STORY PLACEMENT

 THIS STORY TAKES

 PLACE BETWEEN THE BIG
 FINISH AUDIO DRAMAS

 "RETURN TO THE WEB
 PLANET" AND "THE BOY
 THAT TIME FORGOT."

 

 PRODUCTION CODE

 6C/K

 

 WRITTEN BY

 JONATHAN MORRIS

 

 DIRECTED BY

 BARNABY EDWARDS

 

 RECOMMENDED 

 PURCHASE

 BIG FINISH CD#107

 (ISBN 1-84435-316-3)

 RELEASED IN APRIL

 2008.

 

 BLURB  

 Thomas Brewster is

 haunted by the ghost

 of his drowned

 mother. But she is not

 the only apparition

 to disturb his

 dreams. Every few

 years, he is visited by

 a mysterious blue

 box...

 Helped by his new

 assistant, the young

 Scots scientist Robert

 McIntosh, the Doctor

 struggles to unravel

 the twisted knot of

 temporal

 implausibilities

 which bind the TARDIS

 to Thomas Brewster.

 Meanwhile, lost in the

 stews of Victorian

 London, Nyssa must

 face a host of

 spectral creatures

 gathering in the fog.

 

 PREVIOUS                                                                                  NEXT

 

The Haunting of Thomas Brewster

APRIL 2008

(4 EPISODES)

 

 

                                                       

 

 

The Haunting of Thomas Brewster is Big Finish’s most remarkable offering of the year to date.
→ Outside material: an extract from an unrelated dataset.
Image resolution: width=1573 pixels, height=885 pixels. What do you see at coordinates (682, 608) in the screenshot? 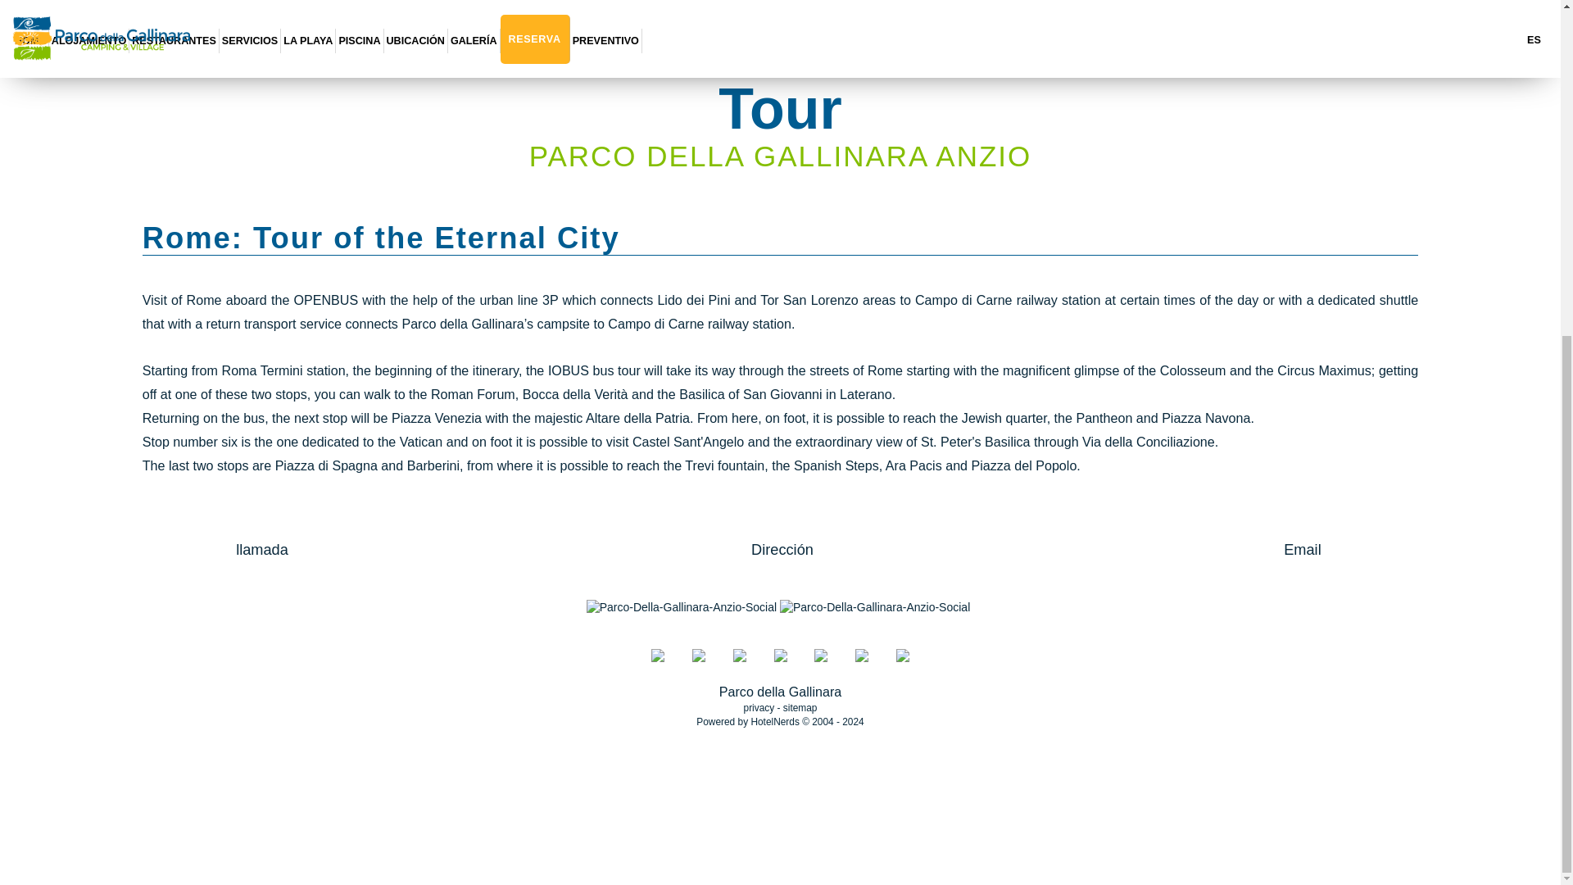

By turns eerie and gritty, Jonathan Morris’s Dickensian homage blends a number of usually ring-fenced Doctor Who subgenres to form an enchanting and thoroughly gripping four-parter that deserves a category all of its own.

 

There are shades of the relatively recent Doctor Who and Torchwood episodes Love & Monsters and Random Shoes in the play’s opening moments, as Morris tells the story from the fresh perspective of Thomas Brewster, the workhouse urchin of the title. Orphaned at a young age when his mother took her own life, Brewster has since been haunted by her vaporous presence – and that of a strange blue box.  However, within moments we are steered into far more transfixing waters as, much like its time-travelling, Dementor-like antagonists, Morris’s tale pulls itself up by its bootstraps, using its temporally-displaced climax to create intrigue in the very first episode. This sets the stall for the tumultuous tale of impossible apparitions and apparent impossibilities that is to follow.

 

Under more conventional circumstances, a thirty year-old playing a Victorian scallywag might have raised an eyebrow or two, but as he’s sharing a dressing room with a fifty-seven year-old playing a nine hundred year-old and a forty-six year-old playing a teenage girl, I think that John Pickard (2.4 Children, Hollyoaks) just about gets away with it. His rapscallion Brewster is nothing short of sublime, achieving just the right balance between cliché and credibility. Brewster may well have been cast from an Artful Dodger-like mould, but he’s a damn sight more relatable. Leslie Ash is also imposing as late Mother Brewster. As I was a big fan of Simon Nye’s sitcom Men Behaving Badly, and I’ve not really seen Ash in much else, I went into this play with certain preconceptions about her – preconceptions that she instantly dispelled with her unsettling performance. As odd as it sounds, it doesn’t sound like her. 

 

Peter Davison and Sarah Sutton are both gifted some magnificent material too, particularly the former. The Doctor’s Brewster-inflicted exile allows the Spamalot star to put a new spin on his character, who inveigles himself into Victorian academia and – as he looks “too young” to be taken seriously - grows a beard, humorously mirroring what Davison looks like these days. The Doctor even acquires an assistant – and I literally mean an assistant – whom, extraordinarily, he decides to shield from his wondrous world. The Bride of Peladon’s Christian Coulson imbues the mild-mannered Robert McIntosh with an amiable sense of loyalty and discretion – not once does he ask about the police box in the corner of the Doctor’s study, and never does he suspect that his genial paymaster is a marooned alien time traveller. However, the revelations that follow Nyssa’s reunion with the Doctor allow Morris to break new dramatic ground with McIntosh in a manner that’s reminiscent of the revived television series.

 

I must also highlight the hefty contributions made by director Barnaby Edwards and especially sound designer Simon Robinson. The Haunting of Thomas Brewster has an ambience that’s all its own; a distinct and disquieting identity that’s only heightened by the synthetic Oriental riff that dominates its score.

 

If you’re looking for something bold and beautiful, then you’ve just found it. As Morris says himself, The Haunting of Thomas Brewster is a ghost story and a detective story and a base under siege story and a bona fide head-scratcher, yet I feel that it’s somehow much more than the sum of its parts – and, if its cliffhanging ending is anything to go by, a long way from over.